I would suggest using CSS reset as a starting point ( Eric Meyers is probably the best known).
I think you have problems with things when you do not want to set your own style, but return it to the default browser (for example, you do not want margin:0; for everything, you want the default big margin to be H1 , the default is smaller in p , etc.
In fact, you can get copies of user agent style sheets, modify them to make them more specific, and enable them to be rewritten. Here is a site with copies of a large number of default UA style sheets . The problem is that each browser uses its own, so if you do not find the browser and do not use custom stylesheets, it will not look like usual for this browser. However, I think that everything is in order. I would suggest that you simply select the default browser and want all browsers to look like this, or you can use the W3C suggestion for the default browser styles .
All this does not solve your problem, because the elements of the style form are hell. Once you apply the style, some browsers will switch the rendering mode for the form element so that you can never return it to its original style.
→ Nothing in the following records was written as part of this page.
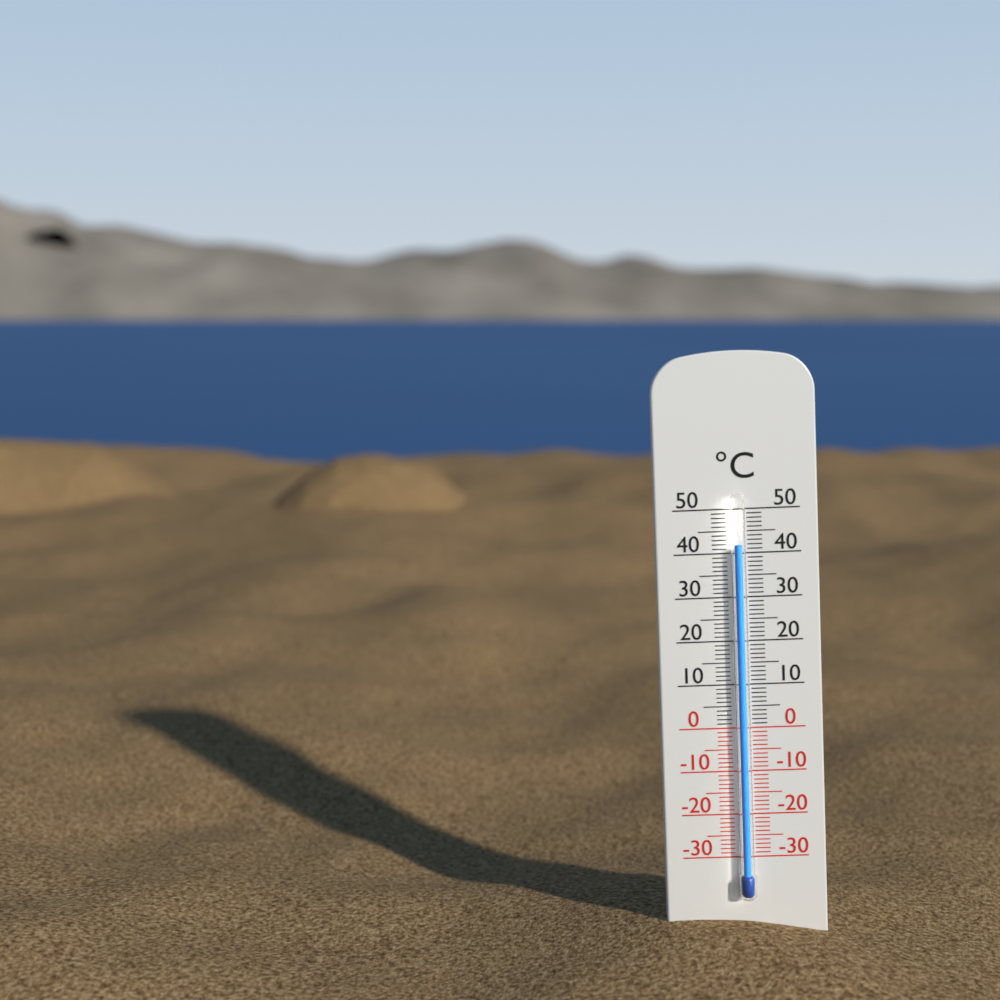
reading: 42 °C
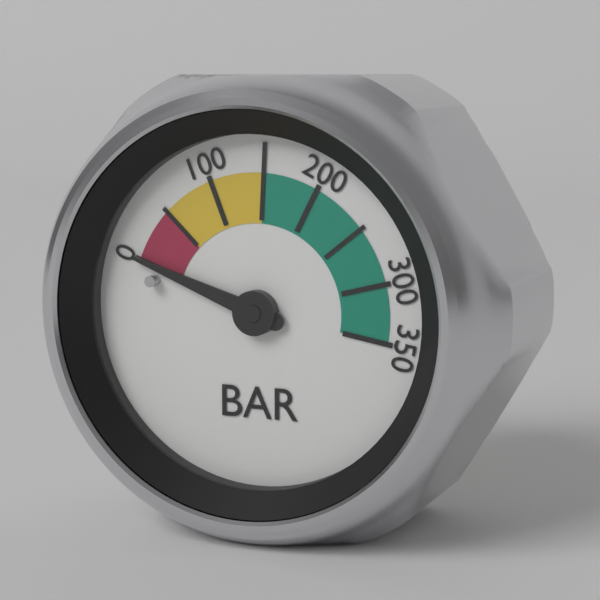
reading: 0 bar
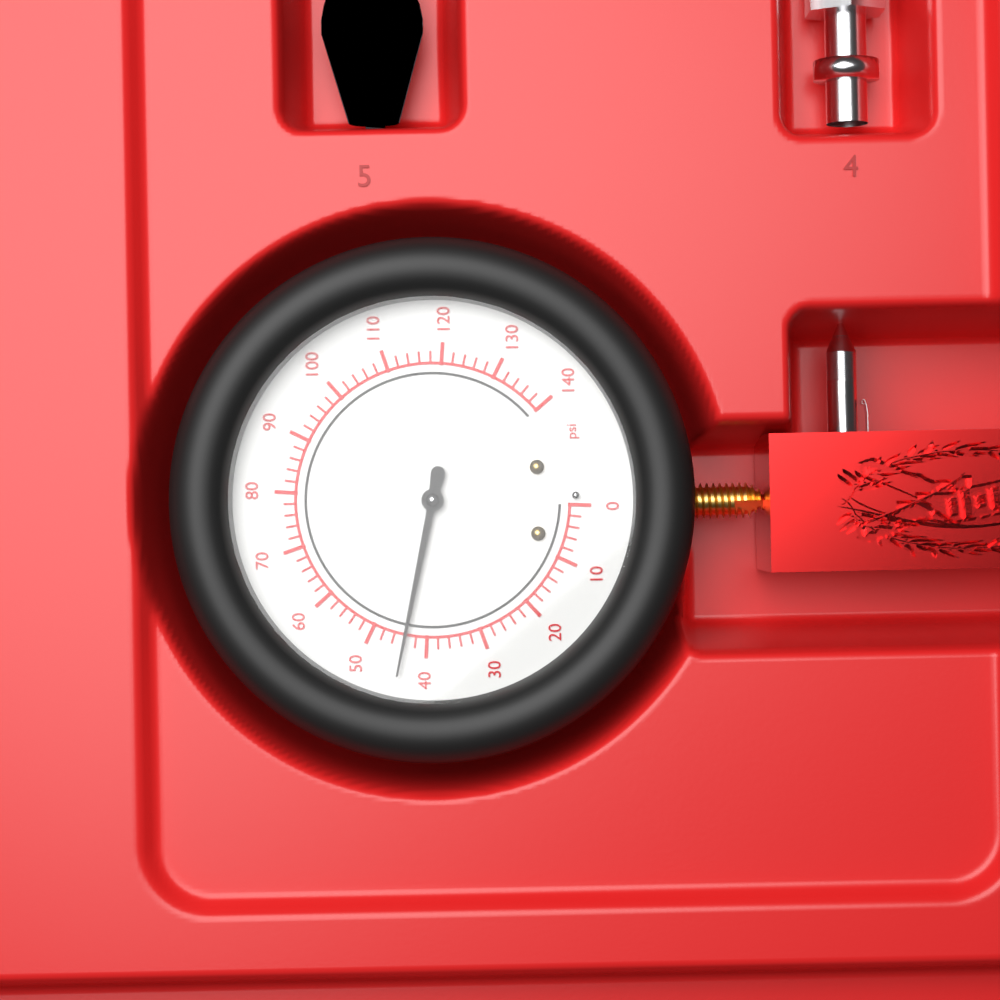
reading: 44 psi
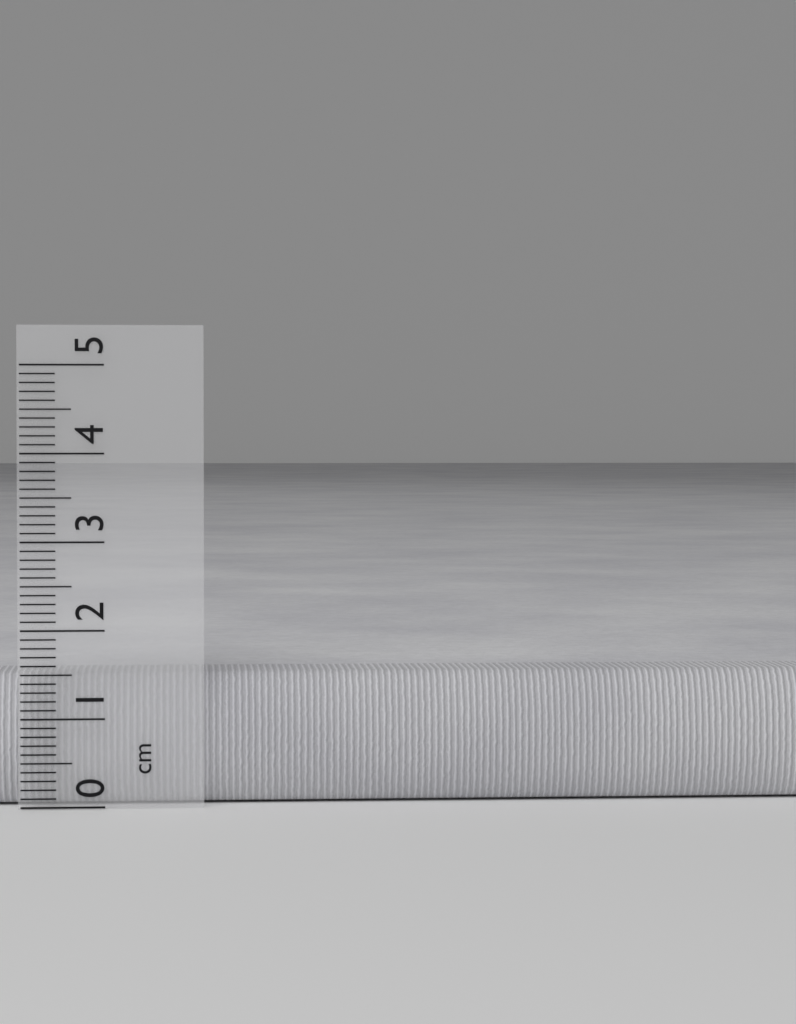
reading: 1.5 cm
For example, IE7 does not support rounded corners, but their buttons have rounded corners by default because they are displayed in the Windows OS style. But as soon as you give the button a border or some other style, it loses that beautiful window shaded corner by default, and there is no way to return it without using an image!
So, I would not shoot trying to get browsers to return to their default native style. I would use the default UA style sheet, and then modify it to make some kind of general cross-browser cross-system default. It will not look like its own loose code, but it will look close enough.